XY Graphs plot two scalar (0Dts) signals against each other, allowing you to explore correlations between measurements - for example, temperature versus pressure during an in-situ experiment.
Creating an XY Graph
Open the Add Panel menu and drag a Scatter panel onto the canvas, then drag 0Dts signals onto that panel.
The first signal you drop onto the XY Graph is mapped to the X-axis, the second to the Y-axis.

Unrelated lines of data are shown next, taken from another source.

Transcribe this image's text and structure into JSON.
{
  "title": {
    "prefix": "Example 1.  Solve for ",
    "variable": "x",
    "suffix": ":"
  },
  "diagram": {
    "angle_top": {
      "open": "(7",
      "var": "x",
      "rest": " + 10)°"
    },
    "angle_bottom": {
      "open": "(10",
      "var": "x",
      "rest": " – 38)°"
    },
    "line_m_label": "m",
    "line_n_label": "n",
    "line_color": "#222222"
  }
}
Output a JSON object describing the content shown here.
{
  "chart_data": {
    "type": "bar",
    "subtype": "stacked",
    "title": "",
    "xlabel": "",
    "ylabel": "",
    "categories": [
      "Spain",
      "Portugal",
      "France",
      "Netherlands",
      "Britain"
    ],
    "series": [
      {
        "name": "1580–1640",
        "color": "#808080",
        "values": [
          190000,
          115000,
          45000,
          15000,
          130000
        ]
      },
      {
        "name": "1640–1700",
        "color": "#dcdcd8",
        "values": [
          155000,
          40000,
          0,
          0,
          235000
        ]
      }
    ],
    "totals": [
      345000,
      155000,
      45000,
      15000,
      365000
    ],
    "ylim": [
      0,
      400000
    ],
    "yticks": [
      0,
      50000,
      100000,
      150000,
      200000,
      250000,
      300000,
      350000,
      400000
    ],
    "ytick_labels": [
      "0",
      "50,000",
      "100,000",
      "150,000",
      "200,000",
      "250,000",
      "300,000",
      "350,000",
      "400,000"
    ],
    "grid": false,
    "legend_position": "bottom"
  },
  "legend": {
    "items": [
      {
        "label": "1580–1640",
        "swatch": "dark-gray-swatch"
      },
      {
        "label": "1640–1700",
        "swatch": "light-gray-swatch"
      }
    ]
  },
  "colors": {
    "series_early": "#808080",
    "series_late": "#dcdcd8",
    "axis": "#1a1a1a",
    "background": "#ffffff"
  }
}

Data points are paired by index: the n‑th value of the X signal is plotted against the n‑th value of the Y signal. If the two signals have different lengths, only pairs up to the length of the shorter series are plotted.
Pan and Zoom
Action
Effect
Scroll wheel
Zoom in / out (centred on cursor)
Click + drag
Pan the chart
Shift + click + drag
Rectangle zoom with green selection area
Double-click
Reset zoom to show full data range
Click on a data point
Set the timeline position to that point
Zoom In / Zoom Out buttons
Step zoom from panel toolbar
Reset button
Reset zoom to show full data range
Axis Labels
Each axis shows the signal name and its unit (e.g. Temperature (°C) vs Pressure (mbar)).
Settings
Select an XY Graph panel and open the Settings tab on the right to configure the following options.
Display Options
Setting
Description
Default
Show Points
Render individual data points as dots
Off
Show Lines
Draw connecting lines between data points
On
Show Timeline Cursor
Display a crosshair at the current timeline position
Off
Color
Setting
Description
Default
Use Gradient
Color data points along a two-color gradient based on time index
On
Start Color
First color of the gradient (click the swatch to choose from presets)
Blue #3b82f6
End Color
Second color of the gradient (click the swatch to choose from presets)
Red #ef4444
Chart Color
Solid color used when gradient is off (click the swatch to choose from presets)
Blue #3b82f6
Time Range
Setting
Description
Default
Visibility Mode
All Time shows every data point; Time Range shows only points within a window around the current time
All Time
Past Range
Seconds before the current time to include (Time Range mode only)
10 s
Future Range
Seconds after the current time to include (Time Range mode only)
2 s
Use Cases
Hysteresis loops - plot heating vs cooling ramps to observe path-dependent behaviour.
Correlation analysis - compare two simultaneously acquired scalar measurements.
Phase diagrams - map two environment variables against each other.